Tableau Vivant, French for living picture, is used to describe a painting or photograph in which characters are arranged for picturesque or dramatic effect and appear completely unaware of the existence of the viewer. It is a static scene containing one or more actors or models. They are stationary and silent, usually in costumes, carefully posed, with props and scenery, and may be theatrically lit.
Examples Of Tableau Vivant Photographs
The sitting room and the related photograph, the dining room, are the result of a project Jones began in 1996 with three teenage girls. She has photographed them in two of their parental homes. The images are carefully set up, the furniture was often rearranged and studio lights were used to enhance the staged atmosphere. The girls belong to wealthy upper-middle class families and their homes are ornamented with symbols of wealth and status. However, in Jones photographs they appear uncomfortable and bored despite their comfortable background.
A sudden gust of wind is a large colour photograph displayed in a light box. It shows a flat landscape in which four foreground figures are frozen as they are reacting to a sudden gust of wind. It is based on a woodcut called ‘Travellers caught in a sudden breeze at Ejiri’ (1832) from a famous portfolio called ‘The thirty-six views of fuji’, by the Japanese painter and printmaker Katsushika Hokusai. The result of the photograph taken by Jeff wall is a tableau which appears staged in the manner of a classical painting.
David Lachapelle’s series of ‘Jesus is my homeboy’ is one of the most popular reinterpretations of the last supper in modern art. The image shows Jesus with 13 modern day people in a living room setting sitting around a table. the people in this photograph are not holding the same positions as the ones from the original painting but it is still obvious that this is the famous painting the last supper since they are sitting around the table reacting to Jesus.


→ What you should do: In the records that follow, find each line with the word "letter" and copy it.

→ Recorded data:
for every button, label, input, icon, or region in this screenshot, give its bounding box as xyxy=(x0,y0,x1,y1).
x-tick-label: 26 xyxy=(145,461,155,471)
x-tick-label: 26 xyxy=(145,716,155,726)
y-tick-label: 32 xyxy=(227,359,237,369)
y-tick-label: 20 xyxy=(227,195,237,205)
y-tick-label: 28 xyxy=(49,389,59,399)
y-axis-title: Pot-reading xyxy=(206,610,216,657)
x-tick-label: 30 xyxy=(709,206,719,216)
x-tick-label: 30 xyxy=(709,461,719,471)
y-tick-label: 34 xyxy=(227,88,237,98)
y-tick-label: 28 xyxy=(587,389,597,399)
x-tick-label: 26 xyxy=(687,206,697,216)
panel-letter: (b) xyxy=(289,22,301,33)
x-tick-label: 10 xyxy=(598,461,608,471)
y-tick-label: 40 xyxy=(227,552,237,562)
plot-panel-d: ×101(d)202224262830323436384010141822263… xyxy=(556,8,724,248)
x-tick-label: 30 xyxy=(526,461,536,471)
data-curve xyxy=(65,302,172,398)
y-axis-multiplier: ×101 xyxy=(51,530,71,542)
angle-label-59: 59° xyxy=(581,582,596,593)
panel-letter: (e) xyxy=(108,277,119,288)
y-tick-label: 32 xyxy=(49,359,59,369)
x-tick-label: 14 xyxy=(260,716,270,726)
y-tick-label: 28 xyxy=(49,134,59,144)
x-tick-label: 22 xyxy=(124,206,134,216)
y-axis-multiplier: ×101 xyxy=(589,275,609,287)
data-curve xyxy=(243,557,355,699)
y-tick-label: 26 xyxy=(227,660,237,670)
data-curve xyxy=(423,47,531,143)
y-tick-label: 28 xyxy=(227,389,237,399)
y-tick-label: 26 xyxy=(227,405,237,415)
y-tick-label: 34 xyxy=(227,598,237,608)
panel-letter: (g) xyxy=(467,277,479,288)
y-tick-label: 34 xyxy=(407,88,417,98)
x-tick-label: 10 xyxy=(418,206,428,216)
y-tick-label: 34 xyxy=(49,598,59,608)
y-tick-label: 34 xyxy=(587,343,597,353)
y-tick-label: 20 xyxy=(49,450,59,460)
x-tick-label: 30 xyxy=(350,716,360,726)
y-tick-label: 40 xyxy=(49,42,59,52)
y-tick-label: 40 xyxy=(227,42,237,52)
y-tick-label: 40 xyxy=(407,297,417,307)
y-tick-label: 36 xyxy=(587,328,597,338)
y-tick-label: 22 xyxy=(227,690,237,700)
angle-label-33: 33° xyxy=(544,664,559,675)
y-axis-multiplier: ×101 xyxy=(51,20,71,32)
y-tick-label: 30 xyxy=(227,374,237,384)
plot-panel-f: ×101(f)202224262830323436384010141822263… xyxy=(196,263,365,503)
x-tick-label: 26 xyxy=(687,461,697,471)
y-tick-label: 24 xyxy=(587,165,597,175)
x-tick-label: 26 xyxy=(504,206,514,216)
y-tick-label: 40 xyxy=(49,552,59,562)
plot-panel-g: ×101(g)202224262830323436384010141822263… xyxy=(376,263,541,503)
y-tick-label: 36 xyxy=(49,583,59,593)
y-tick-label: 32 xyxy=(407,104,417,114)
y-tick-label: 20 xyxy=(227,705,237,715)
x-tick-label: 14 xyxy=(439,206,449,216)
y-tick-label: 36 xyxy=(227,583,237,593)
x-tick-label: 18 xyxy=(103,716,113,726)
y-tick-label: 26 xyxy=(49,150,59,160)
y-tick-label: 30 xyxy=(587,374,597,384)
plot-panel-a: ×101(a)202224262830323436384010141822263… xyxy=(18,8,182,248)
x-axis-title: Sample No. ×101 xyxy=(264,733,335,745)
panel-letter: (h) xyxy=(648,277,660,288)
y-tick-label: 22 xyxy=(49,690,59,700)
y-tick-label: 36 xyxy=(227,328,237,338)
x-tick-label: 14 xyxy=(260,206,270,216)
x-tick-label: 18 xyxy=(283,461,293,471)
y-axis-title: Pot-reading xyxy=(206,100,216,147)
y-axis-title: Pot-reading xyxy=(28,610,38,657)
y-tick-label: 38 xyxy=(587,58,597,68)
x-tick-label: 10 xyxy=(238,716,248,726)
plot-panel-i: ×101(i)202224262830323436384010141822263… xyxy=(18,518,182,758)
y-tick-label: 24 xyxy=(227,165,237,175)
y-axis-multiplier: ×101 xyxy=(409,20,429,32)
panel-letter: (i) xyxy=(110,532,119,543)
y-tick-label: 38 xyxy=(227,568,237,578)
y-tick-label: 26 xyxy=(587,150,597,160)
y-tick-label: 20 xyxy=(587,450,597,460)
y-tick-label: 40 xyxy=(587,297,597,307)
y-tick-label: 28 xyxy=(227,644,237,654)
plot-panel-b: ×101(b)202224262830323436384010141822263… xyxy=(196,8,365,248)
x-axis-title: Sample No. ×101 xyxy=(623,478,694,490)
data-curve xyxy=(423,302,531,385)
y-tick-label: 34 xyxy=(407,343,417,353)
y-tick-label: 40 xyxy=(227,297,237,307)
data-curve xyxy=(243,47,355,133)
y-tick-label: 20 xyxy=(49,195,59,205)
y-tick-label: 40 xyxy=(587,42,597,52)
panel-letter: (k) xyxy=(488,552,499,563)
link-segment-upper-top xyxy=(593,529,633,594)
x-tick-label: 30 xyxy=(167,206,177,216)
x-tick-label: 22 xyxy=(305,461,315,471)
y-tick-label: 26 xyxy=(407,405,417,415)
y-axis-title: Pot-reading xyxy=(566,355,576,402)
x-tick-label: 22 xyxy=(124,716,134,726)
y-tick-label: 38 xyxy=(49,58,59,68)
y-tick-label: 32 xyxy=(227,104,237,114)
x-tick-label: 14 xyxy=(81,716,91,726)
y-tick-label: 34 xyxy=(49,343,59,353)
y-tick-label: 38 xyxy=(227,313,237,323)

→ Answer to the problem:
panel-letter: (b) xyxy=(289,22,301,33)
panel-letter: (e) xyxy=(108,277,119,288)
panel-letter: (g) xyxy=(467,277,479,288)
panel-letter: (h) xyxy=(648,277,660,288)
panel-letter: (i) xyxy=(110,532,119,543)
panel-letter: (k) xyxy=(488,552,499,563)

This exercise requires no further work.